Martin 马丁 Holterman
martinned.bsky.social
Martin 马丁 Holterman
@martinned.bsky.social
Gamekeeper turned poacher turned gamekeeper. Ex-consultant, ex-CMA, ex-Ofwat, ex-EUI. Tweets and RTs (occasionally) reflect personal views, but never anyone else's.
That depends on whether the curruption/espionage/incompetence charge sticks. Merging with the Tories gives Reform instant credibility, and a cadre of ostensibly competent candidates for local and national elections.
December 1, 2025 at 10:33 AM
I don’t know. To catch him if he falls the wrong way?
December 1, 2025 at 12:21 AM
I apologise. When one is forced to write in short messages, one’s natural assumption, when a smart person does not agree with something, is that one has not expressed oneself carefully enough.
November 30, 2025 at 11:32 PM
Nobody whose job is to serve the public may ignore them. Those people are all equally tasked with keeping in mind the legitimacy of what they are doing (or advising others to do).
November 30, 2025 at 9:34 PM
To the extent that it influences the opinions of the governed, it does.

My point is not that public authorities should give the tabloids what they want. But they can’t ignore them either.

(See also: boze boeren, vaccin sceptics, racists, etc)
November 30, 2025 at 8:16 PM
Ze zijn verschillende dingen aan het doen. Trump heeft een aantal geloofsartikelen (importheffingen, zero sum dealmaking). Verder interesseert het hem weinig, en zijn die Project 2025 types bezig met hun eigen ideologie.
November 30, 2025 at 6:08 PM
Not if you’re conscious of the fact that all legitimacy depends on the consent of the governed it’s not.
November 30, 2025 at 3:32 PM
I know. It’s my translation of the Daily Mail test.
November 30, 2025 at 2:51 PM
I think that’s wrong. The Daily Mail test asks at least two useful questions:

1. What is the “ordinary man in the street” explanation for what we’re doing?

2. What’s the strongest argument against what we’re doing?

Both are good questions to ask, particularly for a public authority.
November 30, 2025 at 1:06 PM
I'm sure England doesn't. It would require serious recruitment. But it seems irresponsible to ask a defendant for, say, murder to entrust his life to a single person.
November 26, 2025 at 2:48 PM
Sure, or it may turn out that judges are softies who are more willing to listen to stories from bleeding-heart defence barristers than tough-on-crime common sense-applying jurors. Who knows?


_WORK TO BE COMPLETED:_
The required answer is each line in the entries below where "Total" occurs.

# # #

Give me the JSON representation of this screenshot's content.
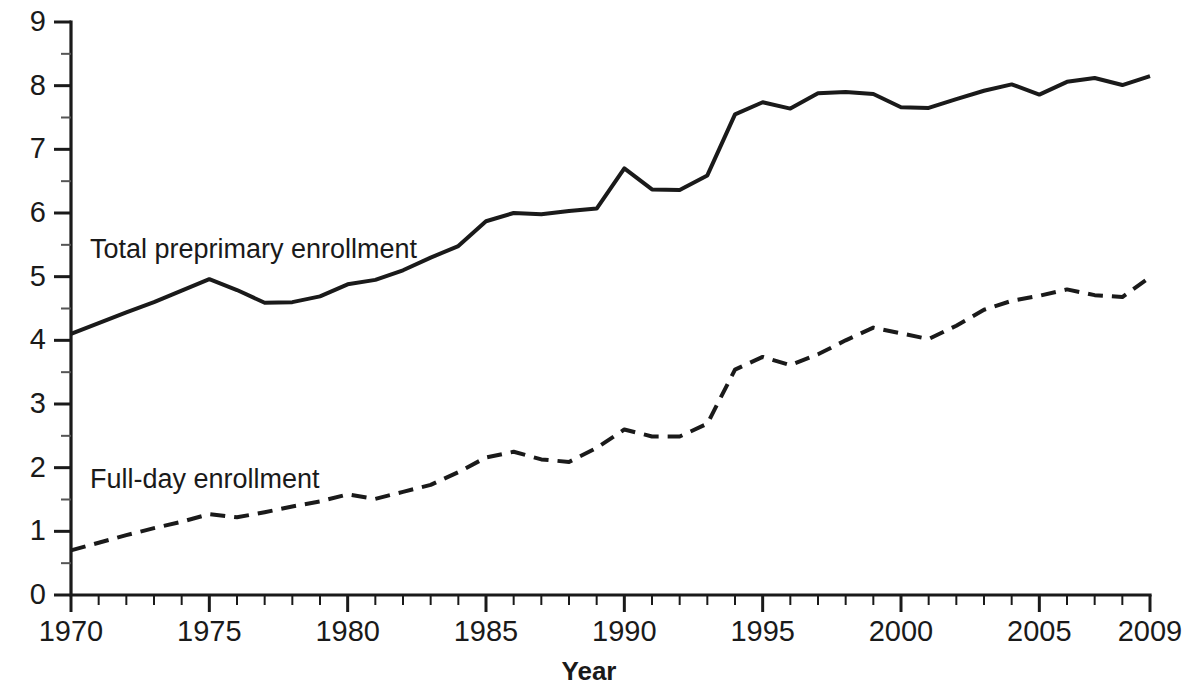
{
  "chart_data": {
    "type": "line",
    "title": "",
    "xlabel": "Year",
    "ylabel": "",
    "xlim": [
      1970,
      2009
    ],
    "ylim": [
      0,
      9
    ],
    "grid": false,
    "legend_position": "inline-annotation",
    "x": [
      1970,
      1971,
      1972,
      1973,
      1974,
      1975,
      1976,
      1977,
      1978,
      1979,
      1980,
      1981,
      1982,
      1983,
      1984,
      1985,
      1986,
      1987,
      1988,
      1989,
      1990,
      1991,
      1992,
      1993,
      1994,
      1995,
      1996,
      1997,
      1998,
      1999,
      2000,
      2001,
      2002,
      2003,
      2004,
      2005,
      2006,
      2007,
      2008,
      2009
    ],
    "series": [
      {
        "name": "Total preprimary enrollment",
        "style": "solid",
        "color": "#1a1a1a",
        "values": [
          4.1,
          4.27,
          4.44,
          4.6,
          4.78,
          4.96,
          4.79,
          4.59,
          4.6,
          4.69,
          4.88,
          4.95,
          5.1,
          5.3,
          5.48,
          5.87,
          6.0,
          5.98,
          6.03,
          6.07,
          6.7,
          6.37,
          6.36,
          6.59,
          7.55,
          7.74,
          7.64,
          7.88,
          7.9,
          7.87,
          7.66,
          7.65,
          7.79,
          7.92,
          8.02,
          7.86,
          8.06,
          8.12,
          8.01,
          8.15
        ]
      },
      {
        "name": "Full-day enrollment",
        "style": "dashed",
        "color": "#1a1a1a",
        "values": [
          0.7,
          0.82,
          0.94,
          1.05,
          1.15,
          1.27,
          1.22,
          1.3,
          1.39,
          1.47,
          1.58,
          1.51,
          1.62,
          1.73,
          1.93,
          2.16,
          2.25,
          2.13,
          2.09,
          2.31,
          2.6,
          2.49,
          2.49,
          2.69,
          3.54,
          3.74,
          3.61,
          3.78,
          4.0,
          4.2,
          4.11,
          4.02,
          4.23,
          4.48,
          4.62,
          4.7,
          4.8,
          4.71,
          4.68,
          4.99
        ]
      }
    ],
    "y_ticks_major": [
      0,
      1,
      2,
      3,
      4,
      5,
      6,
      7,
      8,
      9
    ],
    "y_tick_labels": [
      "0",
      "1",
      "2",
      "3",
      "4",
      "5",
      "6",
      "7",
      "8",
      "9"
    ],
    "y_ticks_minor": [
      0.5,
      1.5,
      2.5,
      3.5,
      4.5,
      5.5,
      6.5,
      7.5,
      8.5
    ],
    "x_ticks_major": [
      1970,
      1975,
      1980,
      1985,
      1990,
      1995,
      2000,
      2005,
      2009
    ],
    "x_tick_labels": [
      "1970",
      "1975",
      "1980",
      "1985",
      "1990",
      "1995",
      "2000",
      "2005",
      "2009"
    ],
    "annotations": [
      {
        "text": "Total preprimary enrollment",
        "x_px": 90,
        "y_px": 236
      },
      {
        "text": "Full-day enrollment",
        "x_px": 90,
        "y_px": 466
      }
    ]
  },
  "axis": {
    "x_title": "Year"
  }
}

# # #

_TASK RESPONSE:_
        "name": "Total preprimary enrollment",
        "text": "Total preprimary enrollment",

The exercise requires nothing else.